Home Genetic tests
The explosion in the field of genetics has brought the inevitable commercialization of genetic tests that can be done in the privacy of one’s home and the results are sent back directly to the individual. That means that neither your family physician nor a trained geneticist are available to help you interpret the findings. For some tests that doesn’t matter but for an ever-growing number it does.
If you’re simply curious about your ancestry there isn’t much that needs interpretation. Tests that promise to reveal your risks of diseases such as breast cancer or Alzheimer’s disease are much more complicated. Some tests determine if you are a carrier of a disease such as cystic fibrosis but even that condition is associated with several genes, not just one.
One of the pitfalls of genetic testing, even that which is done in a highly sophisticated laboratory, is that it won’t help you to change your lifestyle so that you can avoid it. Before you take an in-home test, discuss it with your doctor.

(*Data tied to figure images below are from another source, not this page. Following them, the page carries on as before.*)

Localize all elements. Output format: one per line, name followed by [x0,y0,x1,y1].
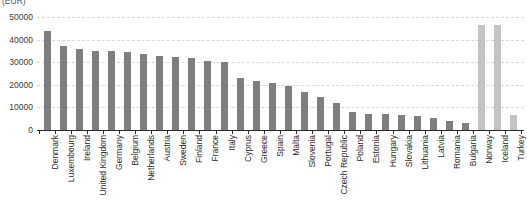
x-tick [361,130,377,134]
bar[interactable] [398,115,405,130]
x-tick [168,130,184,134]
x-label-slot: Czech Republic [329,135,345,208]
bar[interactable] [365,114,372,130]
x-label-slot: Italy [216,135,232,208]
x-tick [184,130,200,134]
bar-slot [184,17,200,130]
bar-slot [457,17,473,130]
category-label: Turkey [517,135,526,161]
x-tick [441,130,457,134]
bar-slot [425,17,441,130]
x-label-slot: Netherlands [136,135,152,208]
bar-slot [216,17,232,130]
bar[interactable] [76,49,83,130]
bar[interactable] [172,57,179,130]
y-axis-unit-label: (EUR) [2,0,26,6]
bar[interactable] [414,116,421,130]
x-tick [313,130,329,134]
x-label-slot: Iceland [490,135,506,208]
x-tick [297,130,313,134]
x-label-slot: Cyprus [232,135,248,208]
bar[interactable] [156,56,163,130]
x-label-slot: Malta [280,135,296,208]
bar-slot [248,17,264,130]
x-tick [200,130,216,134]
bar[interactable] [478,25,485,130]
bar[interactable] [124,52,131,130]
bar-slot [393,17,409,130]
bar[interactable] [92,51,99,130]
bar-slot [103,17,119,130]
bar-slot [377,17,393,130]
bar[interactable] [44,31,51,130]
x-label-slot: United Kingdom [87,135,103,208]
bar-slot [200,17,216,130]
x-label-slot: Latvia [425,135,441,208]
plot-area [37,17,524,130]
bar-slot [506,17,522,130]
y-tick-label: 50000 [9,12,33,22]
x-label-slot: Poland [345,135,361,208]
bar[interactable] [494,25,501,130]
x-tick [393,130,409,134]
x-tick [136,130,152,134]
bar[interactable] [446,121,453,130]
bar-slot [409,17,425,130]
x-label-slot: Ireland [71,135,87,208]
x-tick [248,130,264,134]
x-label-slot: Greece [248,135,264,208]
bar[interactable] [108,51,115,130]
bar[interactable] [510,115,517,130]
bar[interactable] [301,92,308,130]
x-label-slot: Slovenia [297,135,313,208]
bar[interactable] [237,78,244,130]
x-label-slot: Finland [184,135,200,208]
x-tick [506,130,522,134]
x-tick [87,130,103,134]
x-tick [216,130,232,134]
x-label-slot: Sweden [168,135,184,208]
x-tick [474,130,490,134]
bar[interactable] [269,83,276,130]
x-tick [55,130,71,134]
bar-slot [119,17,135,130]
bar[interactable] [285,86,292,130]
x-tick [457,130,473,134]
bar[interactable] [60,46,67,130]
x-label-slot: Lithuania [409,135,425,208]
x-tick [232,130,248,134]
x-axis-ticks [37,130,524,134]
x-label-slot: Luxembourg [55,135,71,208]
bar-slot [55,17,71,130]
x-tick [280,130,296,134]
x-label-slot: Slovakia [393,135,409,208]
x-tick [409,130,425,134]
bar[interactable] [140,54,147,130]
x-label-slot: France [200,135,216,208]
bar[interactable] [430,118,437,130]
bar[interactable] [462,123,469,130]
x-tick [345,130,361,134]
bar-slot [441,17,457,130]
bar[interactable] [349,112,356,130]
bar[interactable] [221,62,228,130]
bar[interactable] [333,103,340,130]
x-tick [329,130,345,134]
x-label-slot: Hungary [377,135,393,208]
bar[interactable] [253,81,260,130]
bar[interactable] [317,97,324,130]
bar[interactable] [188,58,195,130]
x-label-slot: Estonia [361,135,377,208]
bar-slot [345,17,361,130]
bar-slot [474,17,490,130]
x-tick [119,130,135,134]
bar[interactable] [382,114,389,130]
x-label-slot: Germany [103,135,119,208]
bar[interactable] [204,61,211,130]
bar-slot [232,17,248,130]
x-label-slot: Belgium [119,135,135,208]
x-tick [71,130,87,134]
bar-slot [490,17,506,130]
bar-slot [87,17,103,130]
x-label-slot: Romania [441,135,457,208]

You might save some anxiety as well as money.
Lifestyle
Exercise: it doesn’t have to be all at once.
For persons who have a job and a family, time is precious and devoting an hour or so to walking, jogging or a trip to the gym is just not likely except on the weekend, if then. Two points to keep in mind are that all physical activity is beneficial and it doesn’t have to be done all at once. After all, that’s how your great-grandparents avoided becoming obese. In the early 20th century the rate of obesity in the United States was five percent! Many lived on farms with few labor-saving devices and city folks walked almost everywhere. Their tools and home appliances were powered by hand.
If you’re a walker you can split it into one 15-30-minute session during lunch break and another right after work. You don’t need to sweat, just raise your heart rate. For resistance exercise you can keep light dumbbells or elastic bands handy at your place of business, maybe even share them with a couple of coworkers. Even if you don’t grunt, groan and sweat, that activity will increase blood flow to your muscles and heart. If you want to you can have a heavier workout on the weekend.
Retired? Not only do you not have the excuse of too little time, you’re at the age when physical activity really matters. The vast majority of 60-year-olds are overweight and about one third (!) are diabetic or prediabetic. Losing just a few pounds and keeping them off will help you to avoid the nasty complications (blindness, kidney failure, amputation) that make type 2 diabetes the ruination of a happy retirement.